I’ve spent the past week fully immersed in The Necromancer’s Tale. As a player who enjoys depth, I entered Psychic Software’s gothic RPG with high hopes. For the most part, it delivered. Here’s my breakdown.
Overall Impressions
The writing and magic system shine as the game’s strongest features. Each grimoire feels purposeful, with rituals that carry story weight. Psychic Software, known for deep RPG systems, captures the fantasy of becoming a true necromancer. The mix of lore, spellcasting, and choice-driven dialogue sets the stage for a dark adventure.
The world is striking but lacks life. Exploration often feels like walking through a painted backdrop instead of a living space. Quest progress can stall due to hidden triggers, clashing with the pace of the magic system. This uneven flow breaks immersion.
Fans of Age of Decadence or Neverwinter Nights 2 will notice familiar strengths. Branching stories and old-school design are clear influences. Still, The Necromancer’s Tale leans on story and ritual over polished combat or exploration. This focus makes it unique but also shows its limits compared to games that balance story with more systems.

Gameplay Mechanics
The ritual system is the highlight. Every spell demands care—collecting bones, chanting in order, and timing circles. Pulling off big rites like the multi-stage Rite of the Lich feels powerful. Social systems also add depth. You can blackmail nobles, seduce allies, or trade secrets to skip fetch quests, making role-play engaging.
Minimal inventory and quest guidance add immersion but may frustrate. Retracing steps or questioning every NPC slows progress. Late-game battles bring another hurdle: managing skeletal minions. Since each command is issued one by one, it becomes overwhelming. An auto-command option would smooth pacing while keeping strategy.
Standout Moment: Summoning a skeletal army under a blood moon, then leading a charge through a besieged village—nothing matched that rush.

Story and Characters
The game centers on moral descent. You shape the path from grave-robber to aspiring lich. NPCs react with fear, loyalty, or vengeance, making encounters tense. Relationships, such as with Celeste the conflicted scholar, add weight. Dialogue trees, though, can be harsh. Missed clues may block progress, forcing backtracking through journals.
Visuals and Graphics
The gothic art is striking. Hand-painted backgrounds bring ruins, graveyards, and sanctums to life. Dialogue portraits capture emotion, boosting immersion. The map, though, suffers from repetition. Recycled textures like mossy walls and twisted trees reduce variety. While not game-breaking, this weakens the impact of exploration compared to the rich narrative.

Sound and Music
The soundtrack is haunting, filled with choirs, strings, and whispered chants. It enhances rituals and palace intrigue. Sound effects like cracking bones and thunder add crisp detail. Key NPCs feature strong voice work, but minor characters rely only on text. A full voice cast would have delivered deeper immersion.

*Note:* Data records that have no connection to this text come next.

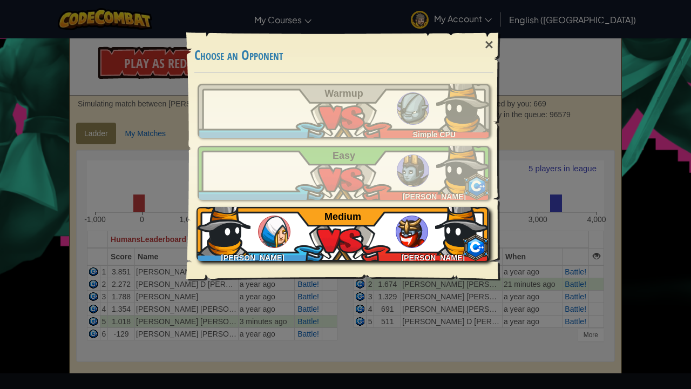  What do you see at coordinates (413, 171) in the screenshot?
I see `img: ogres_ladder_easy.png` at bounding box center [413, 171].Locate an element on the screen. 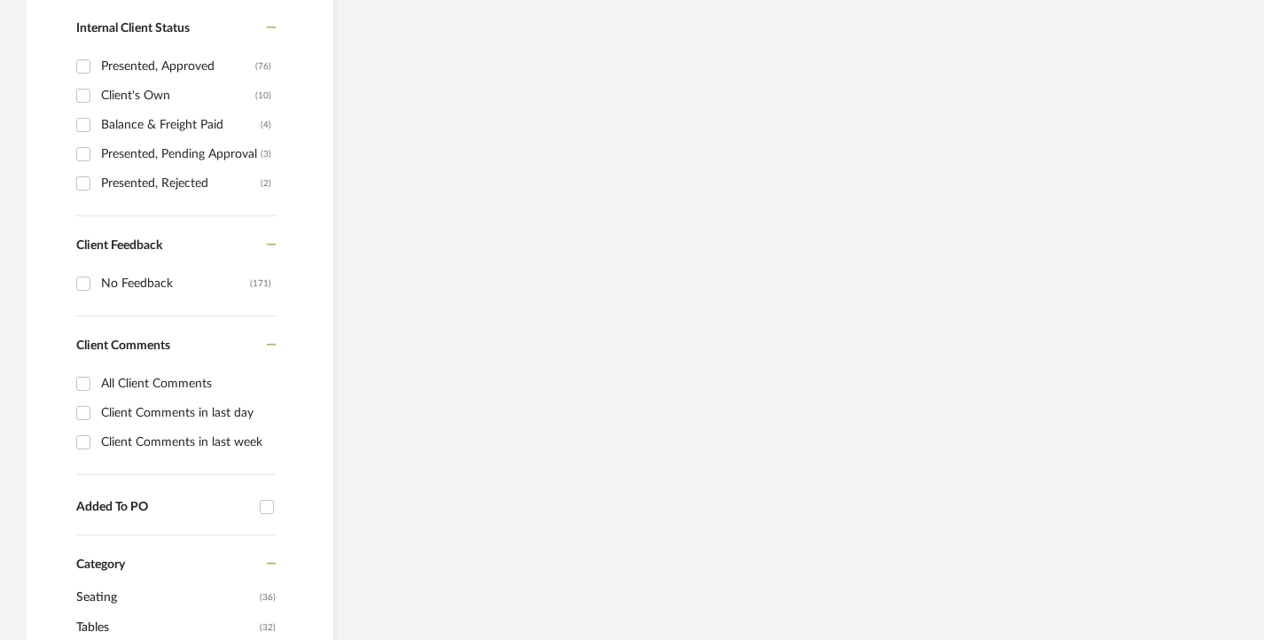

Difficulty and Replayability
The game is demanding. Missed items or dialogue choices often force backtracking. Yet solving puzzles and winning tough duels is rewarding. Replay value is strong. Choices shape whether you rise as a merciful necromancer or ruthless warlord. Branching paths, multiple endings, and planned expansions promise more content. This ensures longevity for fans of dark, choice-driven RPGs.

Trivia & Behind the Scenes
Psychic Software expanded from a four-person team to ten for this project. To ground its magic in history, the studio consulted medieval scholars. Rituals and grimoires feel authentic as a result. A custom dialogue engine handles reputation tracking, a feature planned for future games. A free DLC in early 2026 will add undead forms and a conquest mode, extending replay value.

Final Thoughts
The Necromancer’s Tale delivers on its promise of dark sorcery and narrative depth. It requires patience and a taste for old-school pacing, but rewards players who engage with its secrets. Minor issues with quest flow and late combat hold it back from perfection. Still, for those seeking a true necromancer journey, it’s essential.
Rating: 4 out of 5 stars

The game shines with deep ritual mechanics and multi-layered spellcasting. Dynamic moral choices and rich dialogue shape your rise from grave-robber to lich. A haunting soundtrack and gothic visuals create strong atmosphere.
On the downside, the open world feels sparse and repetitive. Missed clues can stall progress, and late-game minion control becomes tedious. Still, its strengths outweigh flaws.